Drawing from the sport culture, when confronted with something that comes out of that general pitch, let’s say, “Look what you did to the Indians,” Whites could, to coin a term, “birdman” it:  “I can’t regret anything.  I just got to deal with the way it is, and I’ll be cheering White people [my team] on in the issues that confront them now [in today’s “game”].  I’m sure as hell am not going castigate myself, or kiss your ring, I know that.”

“Shame on you for saying that!” comes the reply.  “What’s the matter with you?  You aren’t an evil White supremacist, are you?   Look, I can have you fired from you job for that impudence.   Don’t get the idea that because I’m talking morality here that that’s all I’m talking about.  I’m also talking power.   I’ll have your ass if you mess with me.  But back to what we’re getting at here: You have to realize that it is wrong for you not to live among non-White people; wrong for you not to serve the interests of non-Whites and sacrifice yourself in the process; wrong for you not to welcome millions upon millions of non-Whites into your country,  [etc., etc., etc., etc., etc., wrong, wrong, wrong, wrong, wrong].”

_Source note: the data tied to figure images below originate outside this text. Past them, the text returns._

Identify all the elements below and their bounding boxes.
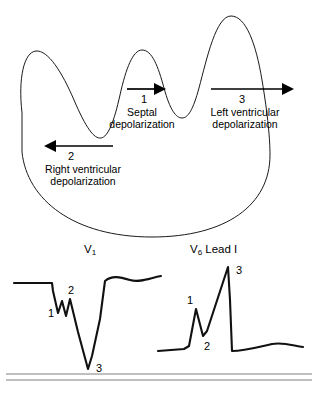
figure-container: 1 Septal depolarization 3 Left ventricul… [0, 0, 318, 395]
ecg-v1-annotation-3: 3 [96, 362, 102, 374]
ecg-v6-annotation-2: 2 [204, 340, 210, 352]
ecg-lead-v6-main: V [190, 243, 198, 255]
septal-label-line2: depolarization [104, 119, 180, 131]
right-ventricular-label-line1: Right ventricular [31, 164, 135, 176]
septal-arrow-head [154, 83, 166, 95]
left-ventricular-arrow-number: 3 [239, 93, 245, 105]
left-ventricular-label-line1: Left ventricular [193, 107, 297, 119]
left-ventricular-label-line2: depolarization [193, 119, 297, 131]
ecg-trace-v6-lead-i [158, 267, 303, 351]
left-ventricular-arrow-head [282, 83, 294, 95]
figure-svg [0, 0, 318, 395]
ecg-v1-annotation-1: 1 [48, 307, 54, 319]
ecg-lead-v6-sub: 6 [198, 248, 202, 257]
ecg-v1-annotation-2: 2 [68, 284, 74, 296]
ecg-lead-v1-main: V [84, 243, 92, 255]
ecg-lead-v1-sub: 1 [92, 248, 96, 257]
figure-caption [6, 388, 312, 395]
ecg-trace-v1 [14, 276, 161, 369]
ecg-v6-annotation-3: 3 [236, 264, 242, 276]
right-ventricular-label-line2: depolarization [31, 176, 135, 188]
ecg-lead-label-v6-lead-i: V6 Lead I [190, 243, 237, 256]
right-ventricular-arrow-number: 2 [68, 150, 74, 162]
ecg-lead-label-v1: V1 [84, 243, 96, 256]
ecg-v6-annotation-1: 1 [187, 294, 193, 306]
right-ventricular-arrow-head [44, 140, 56, 152]
ecg-lead-v6-suffix: Lead I [202, 243, 237, 255]
septal-label-line1: Septal [104, 107, 180, 119]
septal-arrow-number: 1 [141, 93, 147, 105]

The birdman response: “I’m not going to change who I am or how I live. I look out for White people [my team] and I’m going to help us prosper [win a championship]. So how about if you stick it, OK? As for your White supremacist remark, I happen to think my race [my team] is the best. Who are you to tell me I can’t think that? And I’ll tell you what, go after my job, anything like that, and I’m coming after you with all I’ve got.” (A fierce sense of honor and integrity, and a fighting spirit, are also cherished values in the sport culture.)

Indeed, Whites can draw a lesson from the sports world, which understands that preoccupation with morality and justice and fairness—as laudable as they seem on the face of it (along with self-flagellation and wallowing in guilt and putting great energy into atonement for ones’ presumed sins) cuts you down, rounds off your edges, and emasculates you. Sport is a place for the strong and virile. This wallowing weakens and subordinates you and eventually sends you to the bottom of the standings in the game of life.

And don’t for a minute think that those who relentlessly depict Whites as bad, bad people aren’t on to that reality.

Robert S. Griffin’s web site is www.robertsgriffin.com.